When it comes to Trojans and other digital threats, the classification approach educators use to prepare future cybersecurity professionals is flawed. Cyber experts overdefine problems in an effort to understand them. It is common practice to rely on the likes of Kaspersky Lab, an international software security group, to define malicious items. The lab lists 19 types of Trojans, all “classified according to the type of actions that they can perform on a computer.” As with the Greeks’ Trojan horse, protecting today’s modern-day payload-carrying Trojan should not require an altered defensive strategy. If defenders are just looking for a big wooden horse, defeat is inevitable when the wagon filled with poison rolls on by.
This way of thinking proliferates in the cybersecurity field and presents a deep problem in the thought process of some of the smarter defensive minds. As a capability developer, I often deliver a new twist to an old song: Anything your system can do, my capability can do better.
Just about any payload can be wrapped into a nice, neat package. Kaspersky’s list is the loud and proud stuff. I get it. However, none of that is about the Trojan. A Trojan is an attack vector, a way in. What the Trojan brings—whether a back door, a rootkit or an exploit—is the payload. The Trojan might change in style or complexity, but the payload can remain the same. Therefore, making them synonymous the way Kaspersky does misses the point. But Kaspersky is not alone. Experts in industry, government and academia do not define Trojans, they define packages of carriers and payloads—and this error is dangerous. A payload is not defensible. The payload can only be remediated or mitigated. However, if the Trojan is defended against, the payload is irrelevant.

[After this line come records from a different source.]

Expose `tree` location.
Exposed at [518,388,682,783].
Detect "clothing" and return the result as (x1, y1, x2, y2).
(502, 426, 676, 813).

When thinking about a digital Trojan horse, both the type of Trojan and the payload it carries are irrelevant when deciding how to classify it. Consider just how much longer the list of Trojans would be if every type of payload were classified with the word Trojan in front of it. Even then, the list would be too short. Limiting what the Trojan can carry, through overdefinition, restricts the planning scope when defending against it. The way many look at cyber—not just Trojans—is a limited way of thinking. It is time to change the way we think. Our adversaries are getting smarter—so should we.
Master Sgt. Fordham “Jester” Terrill, USAF, is a U.S. Air Force cyber warfare operator and a senior strategic cyberspace operations strategist at the 624th Operations Center at Joint Base San Antonio-Lackland, Texas. The views stated are his alone and do not represent the views or opinions of the U.S. government, the Defense Department or the Air Force.